It's the birthday of the legendary editor Maxwell Perkins (books by this author), born in New York City (1884). A Harvard grad, Perkins started his publishing career in the advertising department at Scribners, the venerable — and distinctly Princeton — publishing house. In 1914, Perkins joined the editorial staff, where he quickly shook things up at the staid, highly traditional company by seeking out new, young writers. His first major — and controversial — acquisition came five years later with the manuscript of an unknown St. Paul man. Originally titled The Romantic Egoist, an earlier draft had been roundly dismissed and rejected by the other editors in the house, but Perkins saw promise. When F. Scott Fitzgerald revised and resubmitted the book as encouraged, Perkins accepted it against the judgment of his colleagues. The book, now titled This Side of Paradise, was a smash success, as was the follow-up, The Beautiful and the Damned.
Perkins' editorial eye, however, wasn't yet fully trusted by his co-workers. Fitzgerald's The Great Gatsby was a commercial disappointment, and still Perkins had the temerity to pay attention when the novelist recommended the work of an American writer he'd met in Paris: Ernest Hemingway. Again, Perkins had to fight his firm to publish Hemingway's The Sun Also Rises, considered profane for the time. Eventually, Scribners conceded that Perkins seemed to have a knack for his job. He became the editorial director.
The third author with whom Perkins is most associated, and the one for whom he did the most editing, rather than just advising and encouraging, is Thomas Wolfe. Although the manuscript of Look Homeward, Angel was discovered by another reader at Scribners, Perkins took on the sprawling novel and its sensitive author. He ultimately convinced Wolfe to cut 66,000 words, which they did together with painstaking care. Wolfe later described their first meeting about his 1,100-page draft: "I saw now that Perkins had a great batch of notes in his hand and that on the desk was a great stack of handwritten paper — a complete summary of my whole enormous book. I was so moved and touched to think that someone at length had thought enough of my work to sweat over it in this way that I almost wept."
Wolfe's own praise of his editor helped contribute to an impression that the book was practically co-written. Both of them denied this charge; Wolfe, perhaps, grew to resent it. He eventually left Scribners, a move that friends claimed broke Perkins' heart. But they remained close friends, as did Perkins with Fitzgerald and Hemingway, via frequent correspondence.
When Perkins fell fatally ill with pneumonia in 1947, his wife called an ambulance to their home. As an attendant carried the stretcher up to his bedroom, Perkins instructed his daughter to take the two manuscripts from his nightstand — Cry, The Beloved Country andFrom Here to Eternity — and deliver them to his secretary for safekeeping.
Perkins said, "An editor does not add to a book. At best he serves as handmaiden to an author. A writer's best work comes entirely from himself."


*EXERCISE AIM*. All records should be reproduced verbatim.

*Extracted data entries*.
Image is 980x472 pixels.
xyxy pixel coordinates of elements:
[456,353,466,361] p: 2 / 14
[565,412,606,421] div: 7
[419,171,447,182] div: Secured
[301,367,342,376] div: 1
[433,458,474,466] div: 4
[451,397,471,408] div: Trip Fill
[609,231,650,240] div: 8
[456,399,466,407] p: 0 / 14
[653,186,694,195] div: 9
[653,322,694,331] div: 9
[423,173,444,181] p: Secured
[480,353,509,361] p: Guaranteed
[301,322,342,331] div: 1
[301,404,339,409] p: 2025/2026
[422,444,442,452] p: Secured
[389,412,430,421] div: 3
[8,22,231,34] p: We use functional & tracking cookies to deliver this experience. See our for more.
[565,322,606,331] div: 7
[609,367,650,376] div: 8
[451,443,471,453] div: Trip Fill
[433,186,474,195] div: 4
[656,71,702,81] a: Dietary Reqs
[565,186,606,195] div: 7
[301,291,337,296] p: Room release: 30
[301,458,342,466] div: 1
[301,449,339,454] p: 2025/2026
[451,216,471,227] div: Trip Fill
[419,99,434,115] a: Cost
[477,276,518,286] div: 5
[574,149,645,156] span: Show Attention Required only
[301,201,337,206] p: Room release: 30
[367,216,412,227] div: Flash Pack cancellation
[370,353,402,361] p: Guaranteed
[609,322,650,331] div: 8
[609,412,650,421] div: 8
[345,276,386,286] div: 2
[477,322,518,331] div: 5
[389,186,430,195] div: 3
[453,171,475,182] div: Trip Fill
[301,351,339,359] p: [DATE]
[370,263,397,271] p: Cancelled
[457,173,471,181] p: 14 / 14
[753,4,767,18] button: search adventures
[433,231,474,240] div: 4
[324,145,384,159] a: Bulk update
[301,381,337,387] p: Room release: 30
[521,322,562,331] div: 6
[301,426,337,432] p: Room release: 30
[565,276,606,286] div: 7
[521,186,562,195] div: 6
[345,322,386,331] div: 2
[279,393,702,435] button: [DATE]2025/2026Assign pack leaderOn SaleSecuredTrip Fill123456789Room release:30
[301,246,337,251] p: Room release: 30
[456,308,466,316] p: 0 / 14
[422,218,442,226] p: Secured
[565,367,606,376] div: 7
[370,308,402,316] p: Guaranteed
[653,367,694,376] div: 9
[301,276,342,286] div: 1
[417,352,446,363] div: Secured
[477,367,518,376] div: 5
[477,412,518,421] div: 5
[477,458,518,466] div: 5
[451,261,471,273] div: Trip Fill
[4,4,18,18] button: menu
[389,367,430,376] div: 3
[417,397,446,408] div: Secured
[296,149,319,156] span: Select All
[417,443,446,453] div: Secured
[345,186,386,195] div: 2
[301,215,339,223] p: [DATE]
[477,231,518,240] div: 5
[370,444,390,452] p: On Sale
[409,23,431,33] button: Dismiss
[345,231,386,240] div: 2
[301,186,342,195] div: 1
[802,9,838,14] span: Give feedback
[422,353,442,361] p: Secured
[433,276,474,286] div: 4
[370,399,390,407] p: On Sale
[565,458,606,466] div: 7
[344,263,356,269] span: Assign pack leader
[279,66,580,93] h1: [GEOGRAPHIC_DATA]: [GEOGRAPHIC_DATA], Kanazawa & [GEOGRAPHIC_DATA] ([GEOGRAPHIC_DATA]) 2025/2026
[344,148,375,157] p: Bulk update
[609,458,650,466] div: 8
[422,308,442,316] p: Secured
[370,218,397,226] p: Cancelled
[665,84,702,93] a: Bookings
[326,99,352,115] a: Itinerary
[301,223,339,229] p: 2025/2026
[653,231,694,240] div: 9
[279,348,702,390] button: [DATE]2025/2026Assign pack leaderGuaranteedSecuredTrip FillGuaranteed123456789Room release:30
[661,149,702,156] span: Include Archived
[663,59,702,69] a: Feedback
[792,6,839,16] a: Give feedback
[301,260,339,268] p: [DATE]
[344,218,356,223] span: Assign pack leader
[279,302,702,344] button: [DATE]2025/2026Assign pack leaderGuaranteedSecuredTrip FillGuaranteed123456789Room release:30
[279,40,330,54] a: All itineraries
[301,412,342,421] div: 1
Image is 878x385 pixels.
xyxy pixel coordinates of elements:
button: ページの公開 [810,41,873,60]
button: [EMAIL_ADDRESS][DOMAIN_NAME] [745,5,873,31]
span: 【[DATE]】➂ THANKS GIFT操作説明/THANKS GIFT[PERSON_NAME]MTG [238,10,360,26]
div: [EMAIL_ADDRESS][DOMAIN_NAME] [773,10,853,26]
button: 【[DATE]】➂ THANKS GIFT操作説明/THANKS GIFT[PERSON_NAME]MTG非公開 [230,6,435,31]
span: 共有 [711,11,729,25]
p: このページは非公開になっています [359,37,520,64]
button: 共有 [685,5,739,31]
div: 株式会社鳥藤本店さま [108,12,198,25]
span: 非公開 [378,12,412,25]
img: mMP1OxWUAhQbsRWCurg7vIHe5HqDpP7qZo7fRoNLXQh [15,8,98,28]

*OUTPUT OF THE EXERCISE*.
Image is 980x472 pixels.
xyxy pixel coordinates of elements:
[456,353,466,361] p: 2 / 14
[565,412,606,421] div: 7
[419,171,447,182] div: Secured
[301,367,342,376] div: 1
[433,458,474,466] div: 4
[451,397,471,408] div: Trip Fill
[609,231,650,240] div: 8
[456,399,466,407] p: 0 / 14
[653,186,694,195] div: 9
[653,322,694,331] div: 9
[423,173,444,181] p: Secured
[480,353,509,361] p: Guaranteed
[301,322,342,331] div: 1
[301,404,339,409] p: 2025/2026
[422,444,442,452] p: Secured
[389,412,430,421] div: 3
[8,22,231,34] p: We use functional & tracking cookies to deliver this experience. See our for more.
[565,322,606,331] div: 7
[609,367,650,376] div: 8
[451,443,471,453] div: Trip Fill
[433,186,474,195] div: 4
[656,71,702,81] a: Dietary Reqs
[565,186,606,195] div: 7
[301,291,337,296] p: Room release: 30
[301,458,342,466] div: 1
[301,449,339,454] p: 2025/2026
[451,216,471,227] div: Trip Fill
[419,99,434,115] a: Cost
[477,276,518,286] div: 5
[574,149,645,156] span: Show Attention Required only
[301,201,337,206] p: Room release: 30
[367,216,412,227] div: Flash Pack cancellation
[370,353,402,361] p: Guaranteed
[609,322,650,331] div: 8
[609,412,650,421] div: 8
[345,276,386,286] div: 2
[477,322,518,331] div: 5
[389,186,430,195] div: 3
[453,171,475,182] div: Trip Fill
[301,351,339,359] p: [DATE]
[370,263,397,271] p: Cancelled
[457,173,471,181] p: 14 / 14
[753,4,767,18] button: search adventures
[433,231,474,240] div: 4
[324,145,384,159] a: Bulk update
[301,381,337,387] p: Room release: 30
[521,322,562,331] div: 6
[301,426,337,432] p: Room release: 30
[565,276,606,286] div: 7
[521,186,562,195] div: 6
[345,322,386,331] div: 2
[279,393,702,435] button: [DATE]2025/2026Assign pack leaderOn SaleSecuredTrip Fill123456789Room release:30
[301,246,337,251] p: Room release: 30
[456,308,466,316] p: 0 / 14
[422,218,442,226] p: Secured
[565,367,606,376] div: 7
[370,308,402,316] p: Guaranteed
[653,367,694,376] div: 9
[301,276,342,286] div: 1
[417,352,446,363] div: Secured
[477,367,518,376] div: 5
[477,412,518,421] div: 5
[477,458,518,466] div: 5
[451,261,471,273] div: Trip Fill
[4,4,18,18] button: menu
[389,367,430,376] div: 3
[417,397,446,408] div: Secured
[296,149,319,156] span: Select All
[417,443,446,453] div: Secured
[345,186,386,195] div: 2
[301,215,339,223] p: [DATE]
[477,231,518,240] div: 5
[370,444,390,452] p: On Sale
[409,23,431,33] button: Dismiss
[345,231,386,240] div: 2
[301,186,342,195] div: 1
[802,9,838,14] span: Give feedback
[422,353,442,361] p: Secured
[433,276,474,286] div: 4
[370,399,390,407] p: On Sale
[565,458,606,466] div: 7
[344,263,356,269] span: Assign pack leader
[279,66,580,93] h1: [GEOGRAPHIC_DATA]: [GEOGRAPHIC_DATA], Kanazawa & [GEOGRAPHIC_DATA] ([GEOGRAPHIC_DATA]) 2025/2026
[344,148,375,157] p: Bulk update
[609,458,650,466] div: 8
[422,308,442,316] p: Secured
[370,218,397,226] p: Cancelled
[665,84,702,93] a: Bookings
[326,99,352,115] a: Itinerary
[301,223,339,229] p: 2025/2026
[653,231,694,240] div: 9
[279,348,702,390] button: [DATE]2025/2026Assign pack leaderGuaranteedSecuredTrip FillGuaranteed123456789Room release:30
[661,149,702,156] span: Include Archived
[663,59,702,69] a: Feedback
[792,6,839,16] a: Give feedback
[301,260,339,268] p: [DATE]
[344,218,356,223] span: Assign pack leader
[279,302,702,344] button: [DATE]2025/2026Assign pack leaderGuaranteedSecuredTrip FillGuaranteed123456789Room release:30
[279,40,330,54] a: All itineraries
[301,412,342,421] div: 1
Image is 878x385 pixels.
xyxy pixel coordinates of elements:
button: ページの公開 [810,41,873,60]
button: [EMAIL_ADDRESS][DOMAIN_NAME] [745,5,873,31]
span: 【[DATE]】➂ THANKS GIFT操作説明/THANKS GIFT[PERSON_NAME]MTG [238,10,360,26]
div: [EMAIL_ADDRESS][DOMAIN_NAME] [773,10,853,26]
button: 【[DATE]】➂ THANKS GIFT操作説明/THANKS GIFT[PERSON_NAME]MTG非公開 [230,6,435,31]
span: 共有 [711,11,729,25]
p: このページは非公開になっています [359,37,520,64]
button: 共有 [685,5,739,31]
div: 株式会社鳥藤本店さま [108,12,198,25]
span: 非公開 [378,12,412,25]
img: mMP1OxWUAhQbsRWCurg7vIHe5HqDpP7qZo7fRoNLXQh [15,8,98,28]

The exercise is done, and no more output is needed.